[GRASS-user] Off/On-Topic

Nikos Alexandris nikos.alexandris at felis.uni-freiburg.de
Tue Jan 20 21:28:04 EST 2009


On Thu, 2009-01-08 at 14:46 +0000, Benjamin Ducke wrote:
> Hi Nikos,
> 
> these are important issues that are being evaluated and re-evaluated
> all the time. If your university library has it, then this publication
> might 
> be an interesting read for you:
> 
> Joseph Feller (ed): Perspectives on Open Source Software (MIT Press 
> 2005).
> 
> It looks into pretty much all the questions you have posted here.
> 
> Best,
> 
> Ben

I got the book. I admit I didn't expect a book which expands on a
variety of issues and, more important, that it does present
argumentations for/by both open and closed source *stuff*. I even was
impressed by the term "shared source" which I've heard only once before.

Oh, really, the questions are too many. But it's worthwhile (actually I
would say it's an absolute *must*) to invest time to deal with "basic
questions".

One more comment:

The book starts with Part I (4 Chapters): "Motivation on Free//Open
Source Software Development" which is (should), in my humble opinion,
(be) a *key* political question.

The big misconception(s) of todays societies, if of course one accepts
that there are such, might be(is) exactly that: the established systems
_fail_ to capture the human entity in its totality (needs, desires,
dreams, creativity, etc.) and, equally important, fail to recognise (the
fact of) our *social* nature. That is, they fail to understand  the
"motivation" which keeps persons going.

Due to ignorance, due to foolishness or on purpose?

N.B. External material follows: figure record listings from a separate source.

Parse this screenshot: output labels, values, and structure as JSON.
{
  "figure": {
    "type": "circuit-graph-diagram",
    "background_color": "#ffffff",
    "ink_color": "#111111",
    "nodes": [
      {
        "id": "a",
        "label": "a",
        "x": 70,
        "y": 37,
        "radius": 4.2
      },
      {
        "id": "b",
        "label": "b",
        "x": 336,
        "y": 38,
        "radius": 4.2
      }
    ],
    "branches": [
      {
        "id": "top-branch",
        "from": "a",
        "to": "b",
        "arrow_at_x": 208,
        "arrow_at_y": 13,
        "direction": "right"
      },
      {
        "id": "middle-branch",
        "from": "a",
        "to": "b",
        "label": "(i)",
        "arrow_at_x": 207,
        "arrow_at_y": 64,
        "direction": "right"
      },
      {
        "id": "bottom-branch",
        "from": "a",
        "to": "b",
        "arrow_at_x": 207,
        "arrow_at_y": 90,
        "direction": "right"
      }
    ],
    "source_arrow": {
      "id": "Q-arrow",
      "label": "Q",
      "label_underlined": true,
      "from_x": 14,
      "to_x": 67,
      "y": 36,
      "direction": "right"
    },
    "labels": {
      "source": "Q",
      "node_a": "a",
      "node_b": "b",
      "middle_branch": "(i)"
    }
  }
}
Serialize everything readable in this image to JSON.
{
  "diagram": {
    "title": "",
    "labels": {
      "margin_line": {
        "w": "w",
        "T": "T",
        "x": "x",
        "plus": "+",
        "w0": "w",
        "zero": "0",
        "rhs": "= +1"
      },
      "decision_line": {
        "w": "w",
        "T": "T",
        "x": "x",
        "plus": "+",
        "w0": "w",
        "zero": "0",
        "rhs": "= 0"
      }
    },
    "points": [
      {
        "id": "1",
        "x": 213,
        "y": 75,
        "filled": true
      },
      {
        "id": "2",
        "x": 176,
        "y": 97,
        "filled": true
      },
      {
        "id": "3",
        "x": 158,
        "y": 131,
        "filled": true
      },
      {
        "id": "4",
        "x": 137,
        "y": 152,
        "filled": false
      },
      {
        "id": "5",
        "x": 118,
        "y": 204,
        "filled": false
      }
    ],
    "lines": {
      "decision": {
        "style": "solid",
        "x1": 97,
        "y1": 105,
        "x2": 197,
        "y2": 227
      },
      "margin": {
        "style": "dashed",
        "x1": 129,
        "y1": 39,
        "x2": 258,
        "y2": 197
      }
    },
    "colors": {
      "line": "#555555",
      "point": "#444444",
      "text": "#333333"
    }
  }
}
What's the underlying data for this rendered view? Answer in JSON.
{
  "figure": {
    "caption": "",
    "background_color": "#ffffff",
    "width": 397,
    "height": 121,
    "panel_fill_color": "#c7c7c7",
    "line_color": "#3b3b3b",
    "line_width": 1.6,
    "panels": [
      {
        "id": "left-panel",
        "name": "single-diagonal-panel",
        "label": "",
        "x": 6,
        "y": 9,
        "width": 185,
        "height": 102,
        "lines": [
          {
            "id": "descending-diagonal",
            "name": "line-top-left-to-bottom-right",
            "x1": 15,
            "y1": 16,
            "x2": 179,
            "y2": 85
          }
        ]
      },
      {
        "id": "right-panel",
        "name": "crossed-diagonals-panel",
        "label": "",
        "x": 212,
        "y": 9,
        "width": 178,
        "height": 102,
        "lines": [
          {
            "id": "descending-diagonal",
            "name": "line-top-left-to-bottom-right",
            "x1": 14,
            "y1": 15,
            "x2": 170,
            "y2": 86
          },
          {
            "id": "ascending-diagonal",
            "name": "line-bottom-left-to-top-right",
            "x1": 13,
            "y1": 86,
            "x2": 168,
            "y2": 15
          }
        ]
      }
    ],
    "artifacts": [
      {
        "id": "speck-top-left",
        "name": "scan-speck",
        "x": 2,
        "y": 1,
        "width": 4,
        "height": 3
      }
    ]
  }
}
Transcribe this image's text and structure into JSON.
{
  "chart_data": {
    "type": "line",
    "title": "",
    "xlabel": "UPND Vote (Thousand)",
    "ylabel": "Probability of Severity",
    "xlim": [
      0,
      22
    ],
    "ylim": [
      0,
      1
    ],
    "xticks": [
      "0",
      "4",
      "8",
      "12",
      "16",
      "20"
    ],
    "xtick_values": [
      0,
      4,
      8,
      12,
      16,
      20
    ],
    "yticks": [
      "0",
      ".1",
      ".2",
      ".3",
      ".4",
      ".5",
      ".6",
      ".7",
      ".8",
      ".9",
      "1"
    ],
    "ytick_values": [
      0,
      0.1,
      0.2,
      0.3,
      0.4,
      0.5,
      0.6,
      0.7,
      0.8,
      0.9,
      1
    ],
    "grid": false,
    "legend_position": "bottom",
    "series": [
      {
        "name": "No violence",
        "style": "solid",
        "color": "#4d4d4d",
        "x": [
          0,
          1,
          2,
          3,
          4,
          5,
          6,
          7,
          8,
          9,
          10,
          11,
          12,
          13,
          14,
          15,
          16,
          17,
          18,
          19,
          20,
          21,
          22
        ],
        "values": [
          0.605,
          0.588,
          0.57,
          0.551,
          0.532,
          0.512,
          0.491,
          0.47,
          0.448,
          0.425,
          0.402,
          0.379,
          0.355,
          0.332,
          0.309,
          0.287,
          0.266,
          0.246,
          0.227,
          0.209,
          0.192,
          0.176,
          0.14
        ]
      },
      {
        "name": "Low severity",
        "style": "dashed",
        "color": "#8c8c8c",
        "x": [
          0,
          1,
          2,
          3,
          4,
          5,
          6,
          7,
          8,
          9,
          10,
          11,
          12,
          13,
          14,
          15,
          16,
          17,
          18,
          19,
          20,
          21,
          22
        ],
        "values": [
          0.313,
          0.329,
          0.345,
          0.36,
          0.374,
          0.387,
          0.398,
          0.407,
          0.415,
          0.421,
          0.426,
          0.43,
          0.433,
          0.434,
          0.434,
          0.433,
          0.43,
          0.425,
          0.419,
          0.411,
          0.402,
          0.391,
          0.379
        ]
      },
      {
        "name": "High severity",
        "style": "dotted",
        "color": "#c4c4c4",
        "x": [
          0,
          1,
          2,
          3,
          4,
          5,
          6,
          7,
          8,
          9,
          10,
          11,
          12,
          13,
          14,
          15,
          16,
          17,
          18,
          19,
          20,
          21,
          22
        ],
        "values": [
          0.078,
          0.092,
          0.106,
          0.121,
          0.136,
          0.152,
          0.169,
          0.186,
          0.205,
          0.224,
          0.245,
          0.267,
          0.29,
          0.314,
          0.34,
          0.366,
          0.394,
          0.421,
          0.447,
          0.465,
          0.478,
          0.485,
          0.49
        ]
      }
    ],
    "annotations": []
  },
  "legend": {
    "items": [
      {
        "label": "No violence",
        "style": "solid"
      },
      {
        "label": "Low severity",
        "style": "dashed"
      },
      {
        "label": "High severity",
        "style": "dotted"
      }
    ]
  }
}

While I can't judge the (collection of articles of this) book in its
totality (since I just got it), I have the impression that some ideas
presented are exactly based on such misconception(s). And this is what
strengthens prophetical statements about the future of _anything_
against rational understanding and decisions.

Thank you Ben for recommending the book.